The reason I say BEAM is not the gold standard is that there's still people running around who speak as if BEAM is the only way to write reliable software, that it is still the only way to have lots of independent services that communicate by passing messages, that if you don't implement every single one of gen_server's features and work exactly like OTP's supervision trees and if you don't handle errors by crashing processes, then you're not operating at Erlang's Golden Standard.
And that's not true anymore. There's plenty of alternatives, many better than BEAM on many fronts. BEAM is not the natural obvious leader standing above the rest of the crowd, secure in the knowledge that nothing is as good as it is and never will be. It's now down in the scrum, and as long as it is metaphorically running around claiming it's somehow unique I'm going to grumble about it. It's not even good for BEAM itself, which really ought to be pitching integration rather than "Look! We solve the reliability problem uniquely!"
To the extent that people are reading my post and basically backpedaling and insisting "Oh, no, it's the integration all along that we've been pitching"... well, I don't particularly enjoy the rewriting of history, but other than that... yes!
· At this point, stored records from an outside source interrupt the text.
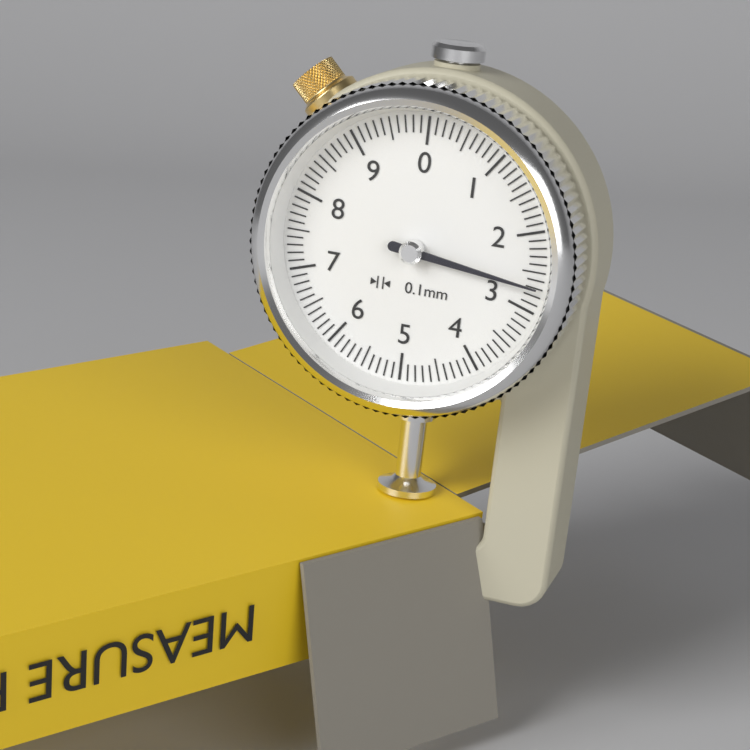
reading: 2.7 mm
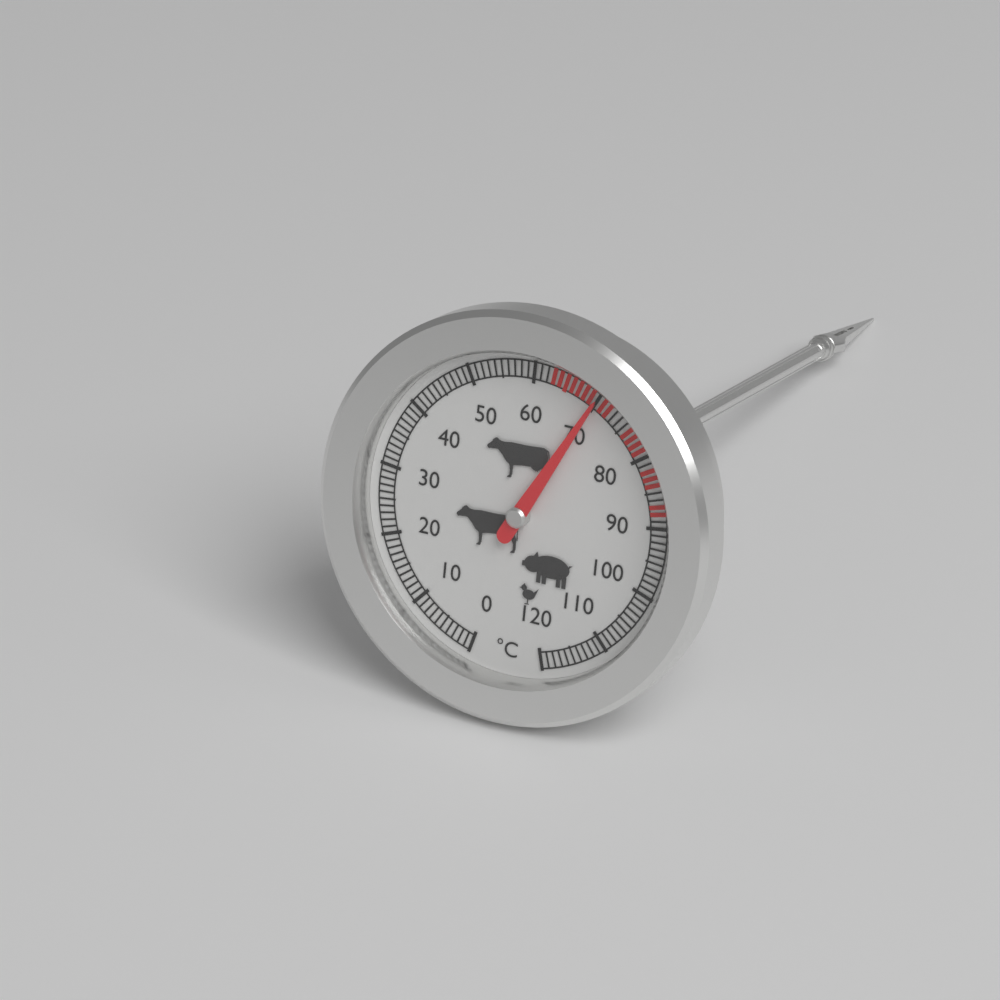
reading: 70 °C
Good! Do that! Pitch the integration! It's a legitimate advantage! But it's not 2005 anymore. Every major compiled language can handle tens or hundreds of thousands of connections on a reasonably sized server. Every language has solutions for running this robustly and with decoupled architecture. Every language has solutions to the problems now. BEAM's in a crowd now, whether it likes it or not.
There is no gold standard for these technologies any more. One might as well ask "well, what's the best computer?" There's no answer to that question. Narrow it down to "what's the best gaming computer" and you can still ask "what sort of games" and it'll be a crowded field. There's more options that anyone can even analyze anymore.